About The Random Magic Generator
This Helps You Discover New Ideas In Magic
Every time you hit the big green button, you get a new random idea for a mgic trick. Most of them won't make any sense at all, but that's the great thing about the human brain; it excels at seeing patterns and connecting the dots of information. The random idea probably won't be THE idea, but it may trigger the inspiration for something new.
There are no rules. Just stare at the randomness for a while, and see what happens.
Created by Ryan Pilling
For over two decades Ryan has been encouraging magicians to think creatively. He published Half-Baked; The Journal of Ideas That Aren't, home to a collective brainstorm spanning the globe.
He's still sharing his ideas and inspirations every week with his Tips & Tricks for Magicians email newsletter. If you like this project, be sure to subscribe to hear about what else Ryan is working on.
An Evolution of Ideas
The Random Idea Generator was not a random idea which popped out of nowhere. It was simply the next step in an evolution of ideas.

1944 - The Trick Brain written by Dariel Fitzkee offered a systematic way of inspiring new magic ideas. This book suggested long lists of words that would correspond to cards randomly dealt from a regular deck. The combinations of the words were supposed to incite creative thought as you piece them together.
1997 - The Electronic Grymoire, a popular email discussion group for magicians of the day, included a suggestion of combining the word list and the deck of cards into one tool. Using leftover decks, write your random inspiring words on the back of cards. Shuffle them up, and deal out groups of three or four to see what new combination of ideas are born. I used this creativity bossting tool for a number of years.
1999 - Tom Stone published an essay on Creativity. Part 5 had an idea he called "Round Table," which encouraged you to imagine magic routines performed by strong characters. He asks "What would Cups an Balls look like when performed by Max Maven?" This idea of how character can influence the creative process became another tool in my own kit.

2000 - Half-Baked Magazine began publication, and I was building a community of creative thinkers. I had the plan of turning this random idea deck into a computer program, and Andi Gladwin had the programming know-how to make it a real thing.
Issue #2 of the magazine (October 2000) announced the new downloadable EXE program which would present four random words. My biggest contribution was re-forming the random jumble of words into a sentence describing a magic performance; "The Amazing [character] Does A [effect] With A [object] And A [object]"
In the following years, as Half-Baked was an active project, I refurbished the RIG a few times and as I developed my web programming skills it became an online tool. By 2004 the Half-Baked project had wrapped up, and the online RIGs were lost to the digital dust.
2021 - Back in action with a new modern look and two decades worth of improved programming skills to be better than ever!
2023 - Artificial Intelligence content generation has a unique skill to generate random nonsense. This is a perfect match for this tool. I added a button to extrapolate the single sentance into an entire text description of a random idea, including an extra random element of a suggested style.
Original RIG Designs

circa 2000, the original RIG was an executable program

The next version became a web-based program.

The third edition, which wasn't around for very long.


* [Task goal]: Hunt for the word "will" across the entries below, copying each line that holds it.

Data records
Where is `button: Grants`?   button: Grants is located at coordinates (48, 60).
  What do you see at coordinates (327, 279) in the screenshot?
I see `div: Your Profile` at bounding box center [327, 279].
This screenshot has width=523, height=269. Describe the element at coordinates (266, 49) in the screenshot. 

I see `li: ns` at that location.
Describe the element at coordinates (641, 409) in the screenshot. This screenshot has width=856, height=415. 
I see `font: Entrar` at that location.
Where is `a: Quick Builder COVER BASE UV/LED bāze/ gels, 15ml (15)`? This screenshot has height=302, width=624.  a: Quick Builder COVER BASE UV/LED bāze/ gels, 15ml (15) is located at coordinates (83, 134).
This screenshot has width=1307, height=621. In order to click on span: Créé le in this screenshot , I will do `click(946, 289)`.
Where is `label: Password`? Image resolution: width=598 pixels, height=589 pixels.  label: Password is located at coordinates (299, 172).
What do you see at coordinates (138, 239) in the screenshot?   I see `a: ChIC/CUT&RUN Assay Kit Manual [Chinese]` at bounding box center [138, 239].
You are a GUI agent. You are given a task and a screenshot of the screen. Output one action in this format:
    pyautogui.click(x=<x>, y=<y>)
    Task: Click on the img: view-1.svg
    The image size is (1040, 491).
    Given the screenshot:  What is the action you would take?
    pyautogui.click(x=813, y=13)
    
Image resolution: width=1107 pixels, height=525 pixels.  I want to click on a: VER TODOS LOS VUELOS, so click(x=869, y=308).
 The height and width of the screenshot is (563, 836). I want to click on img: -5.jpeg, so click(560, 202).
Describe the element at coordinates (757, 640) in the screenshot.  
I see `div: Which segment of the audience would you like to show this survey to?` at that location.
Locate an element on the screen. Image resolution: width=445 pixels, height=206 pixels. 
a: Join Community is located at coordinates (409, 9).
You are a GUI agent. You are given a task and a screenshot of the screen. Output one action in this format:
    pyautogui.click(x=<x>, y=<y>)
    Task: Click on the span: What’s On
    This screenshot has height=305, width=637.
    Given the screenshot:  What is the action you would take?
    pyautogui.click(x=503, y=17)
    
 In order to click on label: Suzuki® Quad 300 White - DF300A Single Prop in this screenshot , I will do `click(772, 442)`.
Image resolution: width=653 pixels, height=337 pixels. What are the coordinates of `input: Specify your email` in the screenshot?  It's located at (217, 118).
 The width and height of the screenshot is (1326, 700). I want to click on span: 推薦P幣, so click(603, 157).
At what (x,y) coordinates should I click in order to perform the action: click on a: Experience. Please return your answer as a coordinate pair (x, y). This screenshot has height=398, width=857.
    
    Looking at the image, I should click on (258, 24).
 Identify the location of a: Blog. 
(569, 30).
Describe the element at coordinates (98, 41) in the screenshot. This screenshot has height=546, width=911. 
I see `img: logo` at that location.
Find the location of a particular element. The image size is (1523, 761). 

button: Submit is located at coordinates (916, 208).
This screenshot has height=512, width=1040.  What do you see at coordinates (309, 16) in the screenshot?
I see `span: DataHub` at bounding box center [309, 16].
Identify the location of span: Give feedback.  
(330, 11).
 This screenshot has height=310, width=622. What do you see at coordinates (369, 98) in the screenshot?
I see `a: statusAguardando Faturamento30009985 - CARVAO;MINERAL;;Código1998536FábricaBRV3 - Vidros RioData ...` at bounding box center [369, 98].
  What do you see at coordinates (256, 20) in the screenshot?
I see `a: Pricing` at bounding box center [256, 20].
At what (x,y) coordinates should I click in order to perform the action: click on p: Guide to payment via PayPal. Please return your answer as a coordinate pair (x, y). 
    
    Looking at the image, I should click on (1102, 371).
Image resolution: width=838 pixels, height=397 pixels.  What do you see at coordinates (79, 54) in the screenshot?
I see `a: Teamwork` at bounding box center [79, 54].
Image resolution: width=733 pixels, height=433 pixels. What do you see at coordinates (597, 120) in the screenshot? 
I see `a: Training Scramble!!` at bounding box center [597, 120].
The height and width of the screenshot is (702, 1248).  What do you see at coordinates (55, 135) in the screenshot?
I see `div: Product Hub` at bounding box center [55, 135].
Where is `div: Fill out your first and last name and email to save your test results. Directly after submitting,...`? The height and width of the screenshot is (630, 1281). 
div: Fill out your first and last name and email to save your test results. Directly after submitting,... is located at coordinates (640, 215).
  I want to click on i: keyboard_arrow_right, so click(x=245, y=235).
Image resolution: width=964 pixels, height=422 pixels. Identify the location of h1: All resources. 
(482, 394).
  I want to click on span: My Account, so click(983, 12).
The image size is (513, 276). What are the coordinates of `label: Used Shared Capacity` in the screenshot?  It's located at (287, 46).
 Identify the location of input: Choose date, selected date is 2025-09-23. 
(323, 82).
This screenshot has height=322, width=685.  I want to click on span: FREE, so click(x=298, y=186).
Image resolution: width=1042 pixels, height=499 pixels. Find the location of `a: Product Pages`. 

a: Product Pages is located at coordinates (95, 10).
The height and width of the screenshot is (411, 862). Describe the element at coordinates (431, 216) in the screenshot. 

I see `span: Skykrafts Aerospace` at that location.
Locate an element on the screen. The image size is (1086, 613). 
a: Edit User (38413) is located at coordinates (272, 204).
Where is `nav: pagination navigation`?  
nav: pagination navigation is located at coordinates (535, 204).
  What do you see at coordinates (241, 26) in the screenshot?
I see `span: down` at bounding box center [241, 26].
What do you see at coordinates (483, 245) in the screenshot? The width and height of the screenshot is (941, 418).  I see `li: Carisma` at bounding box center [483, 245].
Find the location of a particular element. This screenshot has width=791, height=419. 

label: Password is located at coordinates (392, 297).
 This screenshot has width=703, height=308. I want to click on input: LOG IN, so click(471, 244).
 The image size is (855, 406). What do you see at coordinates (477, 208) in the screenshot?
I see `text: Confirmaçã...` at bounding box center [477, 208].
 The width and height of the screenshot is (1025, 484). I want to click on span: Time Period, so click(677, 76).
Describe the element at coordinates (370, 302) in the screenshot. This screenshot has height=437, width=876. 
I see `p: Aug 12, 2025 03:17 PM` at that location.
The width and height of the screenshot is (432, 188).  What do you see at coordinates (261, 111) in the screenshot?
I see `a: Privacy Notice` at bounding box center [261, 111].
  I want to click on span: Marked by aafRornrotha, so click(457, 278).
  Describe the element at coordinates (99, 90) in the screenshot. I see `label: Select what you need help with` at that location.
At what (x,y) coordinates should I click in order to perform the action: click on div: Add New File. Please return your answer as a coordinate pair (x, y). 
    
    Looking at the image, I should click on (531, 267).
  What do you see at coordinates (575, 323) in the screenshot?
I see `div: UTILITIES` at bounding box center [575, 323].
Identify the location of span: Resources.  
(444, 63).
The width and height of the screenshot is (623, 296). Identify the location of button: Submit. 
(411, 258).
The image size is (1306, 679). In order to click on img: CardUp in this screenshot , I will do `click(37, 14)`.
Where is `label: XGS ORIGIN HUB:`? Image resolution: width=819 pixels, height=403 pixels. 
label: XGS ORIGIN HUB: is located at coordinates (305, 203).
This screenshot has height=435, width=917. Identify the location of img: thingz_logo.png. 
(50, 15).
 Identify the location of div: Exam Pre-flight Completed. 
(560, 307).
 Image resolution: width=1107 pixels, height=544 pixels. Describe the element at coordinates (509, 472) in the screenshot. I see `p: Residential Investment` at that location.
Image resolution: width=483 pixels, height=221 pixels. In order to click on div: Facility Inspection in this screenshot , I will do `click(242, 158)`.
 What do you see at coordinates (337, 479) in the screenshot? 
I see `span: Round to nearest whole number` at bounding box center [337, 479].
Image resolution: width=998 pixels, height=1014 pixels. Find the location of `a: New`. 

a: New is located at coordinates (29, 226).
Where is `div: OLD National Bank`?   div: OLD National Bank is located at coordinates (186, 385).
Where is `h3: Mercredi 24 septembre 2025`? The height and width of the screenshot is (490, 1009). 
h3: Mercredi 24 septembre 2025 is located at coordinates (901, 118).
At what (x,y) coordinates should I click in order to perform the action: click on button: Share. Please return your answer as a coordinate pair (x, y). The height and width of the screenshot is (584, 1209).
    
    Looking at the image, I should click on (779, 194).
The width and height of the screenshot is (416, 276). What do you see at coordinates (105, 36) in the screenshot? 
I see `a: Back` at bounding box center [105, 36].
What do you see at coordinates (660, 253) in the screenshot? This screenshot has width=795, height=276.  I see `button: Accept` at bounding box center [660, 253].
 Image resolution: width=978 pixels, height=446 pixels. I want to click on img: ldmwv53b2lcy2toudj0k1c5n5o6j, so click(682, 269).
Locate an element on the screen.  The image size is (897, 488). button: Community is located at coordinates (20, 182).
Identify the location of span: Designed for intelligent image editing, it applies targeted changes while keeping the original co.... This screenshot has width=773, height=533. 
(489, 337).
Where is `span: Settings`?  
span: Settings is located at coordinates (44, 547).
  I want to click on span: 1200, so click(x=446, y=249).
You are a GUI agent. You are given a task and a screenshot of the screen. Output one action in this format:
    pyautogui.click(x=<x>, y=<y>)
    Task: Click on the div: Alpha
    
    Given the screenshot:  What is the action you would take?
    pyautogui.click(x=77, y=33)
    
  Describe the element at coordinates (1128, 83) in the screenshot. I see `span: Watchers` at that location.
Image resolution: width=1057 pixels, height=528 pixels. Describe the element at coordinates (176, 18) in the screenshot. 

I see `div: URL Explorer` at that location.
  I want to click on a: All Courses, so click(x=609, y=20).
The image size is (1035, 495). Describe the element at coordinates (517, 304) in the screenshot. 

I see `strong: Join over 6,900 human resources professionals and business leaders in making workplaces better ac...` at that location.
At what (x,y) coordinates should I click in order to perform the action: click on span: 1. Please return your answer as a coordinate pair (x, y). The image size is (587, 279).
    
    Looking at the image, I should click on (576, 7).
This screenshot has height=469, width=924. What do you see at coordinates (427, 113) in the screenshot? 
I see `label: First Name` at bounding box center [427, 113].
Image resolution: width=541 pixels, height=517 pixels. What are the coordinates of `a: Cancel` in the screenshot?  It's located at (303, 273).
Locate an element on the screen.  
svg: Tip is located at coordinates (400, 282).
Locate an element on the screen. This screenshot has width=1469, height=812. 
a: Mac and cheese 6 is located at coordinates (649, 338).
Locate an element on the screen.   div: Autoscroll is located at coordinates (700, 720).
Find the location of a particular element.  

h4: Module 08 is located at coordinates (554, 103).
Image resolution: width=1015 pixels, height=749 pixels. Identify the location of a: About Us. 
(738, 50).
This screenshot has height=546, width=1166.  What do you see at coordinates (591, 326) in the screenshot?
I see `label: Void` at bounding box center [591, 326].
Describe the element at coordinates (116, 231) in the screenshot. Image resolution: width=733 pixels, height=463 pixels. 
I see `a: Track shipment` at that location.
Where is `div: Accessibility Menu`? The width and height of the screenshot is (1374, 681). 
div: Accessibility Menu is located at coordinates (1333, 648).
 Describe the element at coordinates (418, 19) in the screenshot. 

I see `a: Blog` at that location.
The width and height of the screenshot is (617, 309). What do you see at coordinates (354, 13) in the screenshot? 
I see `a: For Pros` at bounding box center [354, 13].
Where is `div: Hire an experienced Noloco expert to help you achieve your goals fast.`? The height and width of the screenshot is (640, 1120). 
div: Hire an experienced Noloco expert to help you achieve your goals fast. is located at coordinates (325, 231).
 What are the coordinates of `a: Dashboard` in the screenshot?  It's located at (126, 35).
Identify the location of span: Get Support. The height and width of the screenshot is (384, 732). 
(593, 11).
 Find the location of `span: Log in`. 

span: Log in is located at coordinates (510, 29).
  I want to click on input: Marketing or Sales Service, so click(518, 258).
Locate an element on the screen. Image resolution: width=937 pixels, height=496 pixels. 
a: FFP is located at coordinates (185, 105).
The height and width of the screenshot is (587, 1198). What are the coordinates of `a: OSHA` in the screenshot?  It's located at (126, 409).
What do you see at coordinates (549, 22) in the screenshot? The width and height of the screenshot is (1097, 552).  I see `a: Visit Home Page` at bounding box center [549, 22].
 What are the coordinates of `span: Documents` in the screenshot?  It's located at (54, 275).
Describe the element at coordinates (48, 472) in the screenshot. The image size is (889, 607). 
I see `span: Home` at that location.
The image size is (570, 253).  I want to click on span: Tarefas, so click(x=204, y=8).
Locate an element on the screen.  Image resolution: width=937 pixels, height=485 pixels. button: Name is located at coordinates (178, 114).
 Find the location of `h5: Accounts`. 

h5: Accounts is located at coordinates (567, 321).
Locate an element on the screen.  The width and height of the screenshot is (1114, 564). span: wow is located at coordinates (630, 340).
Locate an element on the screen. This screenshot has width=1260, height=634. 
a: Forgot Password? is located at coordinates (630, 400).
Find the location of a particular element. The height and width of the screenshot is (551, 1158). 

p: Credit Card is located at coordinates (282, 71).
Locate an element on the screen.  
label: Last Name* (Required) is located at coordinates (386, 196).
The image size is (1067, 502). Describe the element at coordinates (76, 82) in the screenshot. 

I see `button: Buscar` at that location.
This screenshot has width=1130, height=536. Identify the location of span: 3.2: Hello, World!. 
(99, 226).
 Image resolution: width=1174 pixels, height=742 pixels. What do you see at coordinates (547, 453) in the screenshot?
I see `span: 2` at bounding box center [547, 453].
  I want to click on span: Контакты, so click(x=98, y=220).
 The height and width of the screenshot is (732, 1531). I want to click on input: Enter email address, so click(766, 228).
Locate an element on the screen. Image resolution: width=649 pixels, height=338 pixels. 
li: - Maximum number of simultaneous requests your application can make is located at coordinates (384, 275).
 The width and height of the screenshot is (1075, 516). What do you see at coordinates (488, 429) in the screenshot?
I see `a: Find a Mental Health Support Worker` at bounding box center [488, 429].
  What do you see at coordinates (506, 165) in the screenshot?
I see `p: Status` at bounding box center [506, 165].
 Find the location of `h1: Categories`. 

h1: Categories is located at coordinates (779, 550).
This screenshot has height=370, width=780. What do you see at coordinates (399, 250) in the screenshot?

* [Solution for this task]:
This screenshot has width=1307, height=621. In order to click on span: Créé le in this screenshot , I will do `click(946, 289)`.
 In order to click on label: Suzuki® Quad 300 White - DF300A Single Prop in this screenshot , I will do `click(772, 442)`.
The image size is (1306, 679). In order to click on img: CardUp in this screenshot , I will do `click(37, 14)`.
Image resolution: width=483 pixels, height=221 pixels. In order to click on div: Facility Inspection in this screenshot , I will do `click(242, 158)`.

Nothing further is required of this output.